Issue a warning “-np better written as -p”
Preamble
Author:
Sponsor: Nicholas Clark <NWCLARK>
ID: 0003
Status: Rejected
Abstract
perlrun
says A -p overrides a
-n switch.
We warn for other overrides, such as variables declared twice. To be
consistent we should warn for this one, if -w
is on the
command line.
Motivation
We explicitly document that -p
overrides
-n
. Calling the perl
binary with both is not
correct - the -n
will be ignored. We could help users
better by reporting their mistake to them, if they have opted into
warnings.
Rationale
For code, where what is written cannot make sense, we issue warnings. This is a similar case, just with command line flags
- Issuing a warning would make a programmer aware of the problem
- Issuing a warning would be consistent with our other use of warnings
Specification
Invoking perl
with all three of -p
,
-w
and -n
in any order or grouping should
issue the warning
-np better written as -p
Backwards Compatibility
This is hard to assess.
We can search CPAN for representative use of Perl
code. With the demise of Google codesearch, there isn’t
a good way to search for command-line use cases of perl
. Is
it viable to search Debian’s source archives? Or the FreeBSD ports
tree?
Issuing a warning might break existing users’ code, and they would be grumpy, because it was working, it would still work without a trapped warning, and we have no intention of changing the behaviour
It might “break” existing code, where users view “you’re making new noise” as breakage, but (of course) everything still works.
It might not make much difference - do we have any feel for how many
scripts invoking perl
as a command-line better
sed/better awk actually use -w
at
all?
Security Implications
It’s unclear whether there is any (direct) security implication.
Examples
I believe that it’s exhaustively covered in the Specification.
Future Scope
We don’t intend to make this warning “fatal”.
Rejected Ideas
The PSC thanks the author for making a useful suggestion, but has decided that this change is not worth making.
The discussion was useful. We note
- https://codesearch.debian.net/ lets one search for typical
command-line invocations of
perl
. This is useful when considering changes to options or option parsing. - Command line options are processed as a result of all of
- Actual command line options
- Options found on a
#!
line - Options in
PERL5OPT
Hence “combinations” of options might have happened as a result of the internal unification of these, not because the programmer wrote something directly.
Using -p
and -n
is not causing one to be
ignored. “-p” is “-n and also more”. The gain to not writing both is
saving a single (or perhaps 2-3) keystrokes. If the user has written
both, their program will work just as well as one with only one.
Removing one would require more work. Also, we’d need a
warning message sufficiently clear that the user knew, immediately, to
go remove the “n”, but also that no change was really
required. The benefit is very close to nil.
This is not the same as the @F[1]
warning. A simple test case doesn’t suggest this:
$ perl -wE 'our @A = (1,2,3); say @A[0]'
Scalar value @A[0] better written as $A[0] at -e line 1.
1
But there is a massively important one that’s demonstrated by a different code snippet:
$ perl -wE 'our @A; @A[0] = foo(); sub foo { warn wantarray ? "1\n" : "0\n" }'
1
$ perl -wE 'our @A; $A[0] = foo(); sub foo { warn wantarray ? "1\n" : "0\n" }'
0
Using @A[0]
creates a list context. Using
$A[0]
creates a scalar context. It’s a setup for
potentially deep confusion based on sigil variance, worth the
warning.
Open Issues
Copyright
Copyright (C) 2021, Nicholas Clark
This document and code and documentation within it may be used, redistributed and/or modified under the same terms as Perl itself.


Your assignment.
Output the entries as they appear, skipping images.
▼▼▼
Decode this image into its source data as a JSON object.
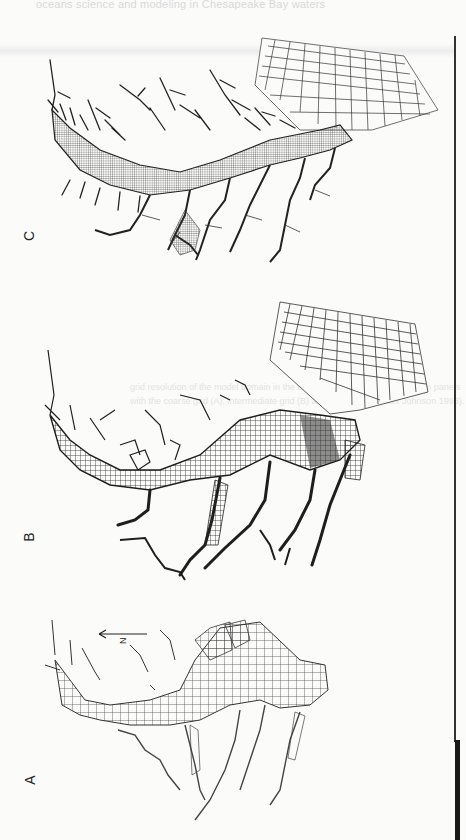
{
  "page": {
    "bleed_header": "oceans science and modeling in Chesapeake Bay waters",
    "bleed_captions": [
      "grid resolution of the model domain in the Bay and its tributaries is shown in panels",
      "with the coarse grid (A), intermediate grid (B) and fine grid (C) (after Johnson 1993)."
    ]
  },
  "figure": {
    "orientation": "rotated 90 degrees counter-clockwise",
    "panels": [
      {
        "label": "A",
        "description": "coarse grid",
        "has_north_arrow": true
      },
      {
        "label": "B",
        "description": "intermediate grid"
      },
      {
        "label": "C",
        "description": "fine grid"
      }
    ],
    "north_arrow": {
      "label": "N",
      "direction": "left"
    },
    "colors": {
      "line": "#2a2a2a",
      "paper": "#fbfbfa",
      "bleed": "#dedede"
    }
  }
}
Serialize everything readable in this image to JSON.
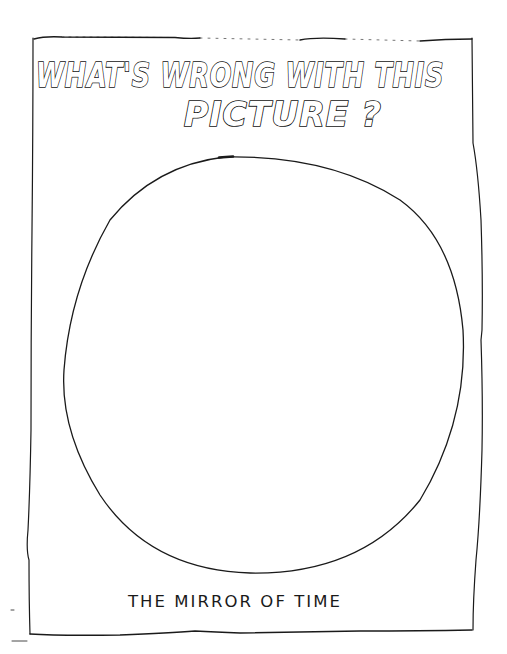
{
  "title": {
    "line1": "WHAT'S WRONG WITH THIS",
    "line2": "PICTURE ?"
  },
  "caption": "THE MIRROR OF TIME",
  "colors": {
    "ink": "#1a1a1a",
    "paper": "#ffffff"
  }
}
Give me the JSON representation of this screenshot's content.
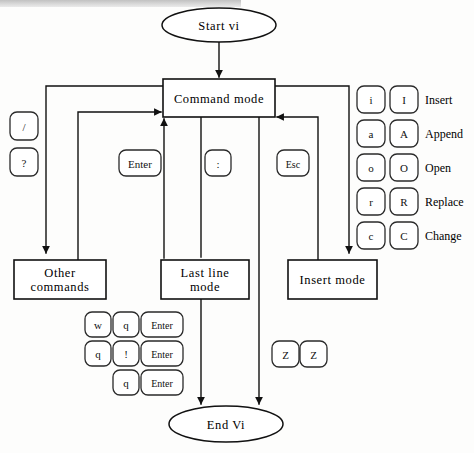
{
  "diagram": {
    "stroke_color": "#111111",
    "background_color": "#fdfdfc",
    "nodes": {
      "start": {
        "label": "Start  vi",
        "shape": "ellipse"
      },
      "command_mode": {
        "label": "Command   mode",
        "shape": "rect"
      },
      "other_commands_line1": {
        "label": "Other",
        "shape": "rect"
      },
      "other_commands_line2": {
        "label": "commands",
        "shape": "rect"
      },
      "last_line_mode_line1": {
        "label": "Last   line",
        "shape": "rect"
      },
      "last_line_mode_line2": {
        "label": "mode",
        "shape": "rect"
      },
      "insert_mode": {
        "label": "Insert   mode",
        "shape": "rect"
      },
      "end": {
        "label": "End   Vi",
        "shape": "ellipse"
      }
    },
    "search_keys": [
      {
        "label": "/"
      },
      {
        "label": "?"
      }
    ],
    "transition_keys": [
      {
        "label": "Enter",
        "name": "enter-key-to-command"
      },
      {
        "label": ":",
        "name": "colon-key"
      },
      {
        "label": "Esc",
        "name": "esc-key"
      }
    ],
    "quit_sequences": [
      {
        "keys": [
          "w",
          "q",
          "Enter"
        ]
      },
      {
        "keys": [
          "q",
          "!",
          "Enter"
        ]
      },
      {
        "keys": [
          "q",
          "Enter"
        ]
      }
    ],
    "zz_sequence": {
      "keys": [
        "Z",
        "Z"
      ]
    },
    "insert_legend": [
      {
        "lower": "i",
        "upper": "I",
        "action": "Insert"
      },
      {
        "lower": "a",
        "upper": "A",
        "action": "Append"
      },
      {
        "lower": "o",
        "upper": "O",
        "action": "Open"
      },
      {
        "lower": "r",
        "upper": "R",
        "action": "Replace"
      },
      {
        "lower": "c",
        "upper": "C",
        "action": "Change"
      }
    ]
  }
}
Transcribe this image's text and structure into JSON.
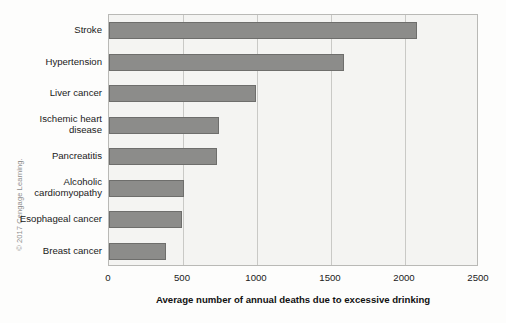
{
  "figure": {
    "copyright": "© 2017 Cengage Learning."
  },
  "chart_data": {
    "type": "bar",
    "orientation": "horizontal",
    "title": "",
    "xlabel": "Average number of annual deaths due to excessive drinking",
    "ylabel": "",
    "categories": [
      "Stroke",
      "Hypertension",
      "Liver cancer",
      "Ischemic heart disease",
      "Pancreatitis",
      "Alcoholic cardiomyopathy",
      "Esophageal cancer",
      "Breast cancer"
    ],
    "values": [
      2080,
      1590,
      990,
      740,
      730,
      510,
      495,
      385
    ],
    "xlim": [
      0,
      2500
    ],
    "xticks": [
      0,
      500,
      1000,
      1500,
      2000,
      2500
    ],
    "xtick_labels": [
      "0",
      "500",
      "1000",
      "1500",
      "2000",
      "2500"
    ],
    "grid": "vertical",
    "legend": "none",
    "bar_color": "#8c8c8a",
    "bar_edge_color": "#6e6e6c",
    "plot_background": "#f4f4f2",
    "frame_color": "#b9b9b6"
  }
}
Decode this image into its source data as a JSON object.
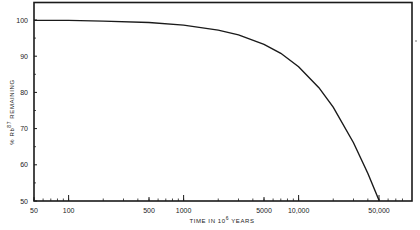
{
  "chart_data": {
    "type": "line",
    "title": "",
    "xlabel": "TIME IN 10^6 YEARS",
    "xlabel_parts": {
      "main": "TIME IN 10",
      "sup": "6",
      "tail": " YEARS"
    },
    "ylabel": "% Rb^87 REMAINING",
    "ylabel_parts": {
      "prefix": "% Rb",
      "sup": "87",
      "tail": " REMAINING"
    },
    "x_scale": "log",
    "xlim": [
      50,
      80000
    ],
    "ylim": [
      50,
      105
    ],
    "grid": false,
    "legend": null,
    "x_ticks": [
      {
        "value": 50,
        "label": "50"
      },
      {
        "value": 100,
        "label": "100"
      },
      {
        "value": 500,
        "label": "500"
      },
      {
        "value": 1000,
        "label": "1000"
      },
      {
        "value": 5000,
        "label": "5000"
      },
      {
        "value": 10000,
        "label": "10,000"
      },
      {
        "value": 50000,
        "label": "50,000"
      }
    ],
    "y_ticks": [
      {
        "value": 50,
        "label": "50"
      },
      {
        "value": 60,
        "label": "60"
      },
      {
        "value": 70,
        "label": "70"
      },
      {
        "value": 80,
        "label": "80"
      },
      {
        "value": 90,
        "label": "90"
      },
      {
        "value": 100,
        "label": "100"
      }
    ],
    "series": [
      {
        "name": "Rb-87 decay",
        "x": [
          50,
          100,
          200,
          500,
          1000,
          2000,
          3000,
          5000,
          7000,
          10000,
          15000,
          20000,
          30000,
          40000,
          50000,
          55000
        ],
        "y": [
          99.9,
          99.9,
          99.7,
          99.3,
          98.6,
          97.2,
          95.9,
          93.3,
          90.8,
          87.1,
          81.3,
          75.9,
          66.1,
          57.6,
          50.2,
          47.1
        ]
      }
    ],
    "line_color": "#1a1a1a"
  }
}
▲▲▲
Exercise solution.
Decode this image into its source data as a JSON object.
{
  "page": {
    "bleed_header": "oceans science and modeling in Chesapeake Bay waters",
    "bleed_captions": [
      "grid resolution of the model domain in the Bay and its tributaries is shown in panels",
      "with the coarse grid (A), intermediate grid (B) and fine grid (C) (after Johnson 1993)."
    ]
  },
  "figure": {
    "orientation": "rotated 90 degrees counter-clockwise",
    "panels": [
      {
        "label": "A",
        "description": "coarse grid",
        "has_north_arrow": true
      },
      {
        "label": "B",
        "description": "intermediate grid"
      },
      {
        "label": "C",
        "description": "fine grid"
      }
    ],
    "north_arrow": {
      "label": "N",
      "direction": "left"
    },
    "colors": {
      "line": "#2a2a2a",
      "paper": "#fbfbfa",
      "bleed": "#dedede"
    }
  }
}
Serialize everything readable in this image to JSON.
{
  "title": {
    "line1": "WHAT'S WRONG WITH THIS",
    "line2": "PICTURE ?"
  },
  "caption": "THE MIRROR OF TIME",
  "colors": {
    "ink": "#1a1a1a",
    "paper": "#ffffff"
  }
}
Give me the JSON representation of this screenshot's content.
{
  "diagram": {
    "stroke_color": "#111111",
    "background_color": "#fdfdfc",
    "nodes": {
      "start": {
        "label": "Start  vi",
        "shape": "ellipse"
      },
      "command_mode": {
        "label": "Command   mode",
        "shape": "rect"
      },
      "other_commands_line1": {
        "label": "Other",
        "shape": "rect"
      },
      "other_commands_line2": {
        "label": "commands",
        "shape": "rect"
      },
      "last_line_mode_line1": {
        "label": "Last   line",
        "shape": "rect"
      },
      "last_line_mode_line2": {
        "label": "mode",
        "shape": "rect"
      },
      "insert_mode": {
        "label": "Insert   mode",
        "shape": "rect"
      },
      "end": {
        "label": "End   Vi",
        "shape": "ellipse"
      }
    },
    "search_keys": [
      {
        "label": "/"
      },
      {
        "label": "?"
      }
    ],
    "transition_keys": [
      {
        "label": "Enter",
        "name": "enter-key-to-command"
      },
      {
        "label": ":",
        "name": "colon-key"
      },
      {
        "label": "Esc",
        "name": "esc-key"
      }
    ],
    "quit_sequences": [
      {
        "keys": [
          "w",
          "q",
          "Enter"
        ]
      },
      {
        "keys": [
          "q",
          "!",
          "Enter"
        ]
      },
      {
        "keys": [
          "q",
          "Enter"
        ]
      }
    ],
    "zz_sequence": {
      "keys": [
        "Z",
        "Z"
      ]
    },
    "insert_legend": [
      {
        "lower": "i",
        "upper": "I",
        "action": "Insert"
      },
      {
        "lower": "a",
        "upper": "A",
        "action": "Append"
      },
      {
        "lower": "o",
        "upper": "O",
        "action": "Open"
      },
      {
        "lower": "r",
        "upper": "R",
        "action": "Replace"
      },
      {
        "lower": "c",
        "upper": "C",
        "action": "Change"
      }
    ]
  }
}
Transcribe this image's text and structure into JSON.
{
  "figure": {
    "copyright": "© 2017 Cengage Learning."
  },
  "chart_data": {
    "type": "bar",
    "orientation": "horizontal",
    "title": "",
    "xlabel": "Average number of annual deaths due to excessive drinking",
    "ylabel": "",
    "categories": [
      "Stroke",
      "Hypertension",
      "Liver cancer",
      "Ischemic heart disease",
      "Pancreatitis",
      "Alcoholic cardiomyopathy",
      "Esophageal cancer",
      "Breast cancer"
    ],
    "values": [
      2080,
      1590,
      990,
      740,
      730,
      510,
      495,
      385
    ],
    "xlim": [
      0,
      2500
    ],
    "xticks": [
      0,
      500,
      1000,
      1500,
      2000,
      2500
    ],
    "xtick_labels": [
      "0",
      "500",
      "1000",
      "1500",
      "2000",
      "2500"
    ],
    "grid": "vertical",
    "legend": "none",
    "bar_color": "#8c8c8a",
    "bar_edge_color": "#6e6e6c",
    "plot_background": "#f4f4f2",
    "frame_color": "#b9b9b6"
  }
}
Decode this image into its source data as a JSON object.
{
  "chart_data": {
    "type": "line",
    "title": "",
    "xlabel": "TIME IN 10^6 YEARS",
    "xlabel_parts": {
      "main": "TIME IN 10",
      "sup": "6",
      "tail": " YEARS"
    },
    "ylabel": "% Rb^87 REMAINING",
    "ylabel_parts": {
      "prefix": "% Rb",
      "sup": "87",
      "tail": " REMAINING"
    },
    "x_scale": "log",
    "xlim": [
      50,
      80000
    ],
    "ylim": [
      50,
      105
    ],
    "grid": false,
    "legend": null,
    "x_ticks": [
      {
        "value": 50,
        "label": "50"
      },
      {
        "value": 100,
        "label": "100"
      },
      {
        "value": 500,
        "label": "500"
      },
      {
        "value": 1000,
        "label": "1000"
      },
      {
        "value": 5000,
        "label": "5000"
      },
      {
        "value": 10000,
        "label": "10,000"
      },
      {
        "value": 50000,
        "label": "50,000"
      }
    ],
    "y_ticks": [
      {
        "value": 50,
        "label": "50"
      },
      {
        "value": 60,
        "label": "60"
      },
      {
        "value": 70,
        "label": "70"
      },
      {
        "value": 80,
        "label": "80"
      },
      {
        "value": 90,
        "label": "90"
      },
      {
        "value": 100,
        "label": "100"
      }
    ],
    "series": [
      {
        "name": "Rb-87 decay",
        "x": [
          50,
          100,
          200,
          500,
          1000,
          2000,
          3000,
          5000,
          7000,
          10000,
          15000,
          20000,
          30000,
          40000,
          50000,
          55000
        ],
        "y": [
          99.9,
          99.9,
          99.7,
          99.3,
          98.6,
          97.2,
          95.9,
          93.3,
          90.8,
          87.1,
          81.3,
          75.9,
          66.1,
          57.6,
          50.2,
          47.1
        ]
      }
    ],
    "line_color": "#1a1a1a"
  }
}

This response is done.